I freeze, the kettle half full of water. “I told her about the baby,” I admit. “It slipped out. Sorry.”
Seb slowly turns to face us, and I see all of his pain. This isn’t how he pictured this moment, and it isn’t what he deserves. I know deep down in my bones that what Donna said about Seb always wanting to be a dad is true, and I know that on some level he’s imagined this moment. The proud moment of informing his family that he’s about to become a father for the first time. But he’s been robbed of that joy by my loose tongue. How could he enjoy anything while Josh is missing?
“Well, now you know,” he says simply.
“Now I know.”
“We can talk about the baby as much as we want in the future,” I say, trying to inject some happiness into my voice. “Right now, let’s focus on Josh and everything we need to do to find him. I’ll get on social media and set up a post. Maybe it’ll go viral and someone will have seen him. I need a recent photograph and I’ll be all set.”
“You can get one from his Facebook page,” Seb says.
“Right. That can be my job.”
Seb says his goodbyes and leaves the kitchen.

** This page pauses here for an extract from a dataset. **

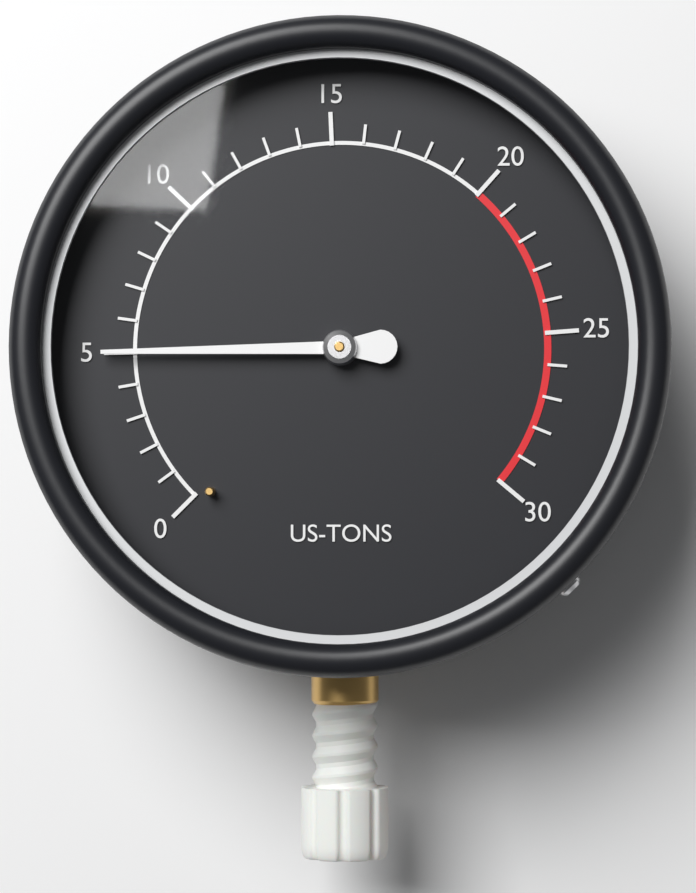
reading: 5 US-TONS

Forgetting the kettle, I go through into the house and dig out the Braithwaite’s laptop. I get on with my task, finding a clear picture of Josh
and creating the post. Then I contact his Facebook friends, hoping that they can shed some light on where he might be. Some reply straight away and express surprise. This isn’t like him at all, they say.
After a while, I start to immerse myself in my task. There are plenty of social media sites to try and lots of people to contact. I even start to do some research on local businesses who might share the post with their followers. It’s over an hour later when Donna comes into the lounge and places a cup of tea on the coffee table in front of me. Her eyes are still wet, but she has more clarity about her than before.
“I can’t work that thing.” She gestures to the laptop. “Useless. My own son is missing and there’s nothing I can do.”
I feel for her because I’ve felt the same sinking feeling of uselessness in the past. “Did you and Seb try hospitals this morning?”
“Seb called all the major ones first thing.”
“You could try them again,” I suggest.
“I don’t want to block the line,” she says. “In case he calls.”
“You can use my phone if you like.” I hand it over to her and she sits down on the sofa with a copy of the yellow pages, licking her fingers to flip the thin paper.
The rest of the day goes by in a blink. Seb comes and goes, checking in to see if we’ve discovered anything, then disappearing to finish farm tasks, rearrange appointments, and drive around in the truck. He takes Josh’s dog with him, hoping Patch will sniff out his owner. But when he calls in, we have nothing to tell him. We learn nothing. All I know is that I feel a sense of dread building up and I can’t shake it.
When the sun goes down, tea isn’t strong enough anymore. Seb opens an old bottle of Bells and takes a swig. None of us can make conversation because we’re so raw inside. I think of Rose Cottage alone on the edge of the moors. Now in darkness.
The landline rings and Seb’s mother snatches up the phone. “Hello.” The phone falls from her hand.
We both lunge for her at the same time, but it’s Seb who catches her when she swoons.
“They’ve found a body,” she says. “They’ve… They’ve found a…” The wail is so broken and hoarse that it will forever be in my nightmares.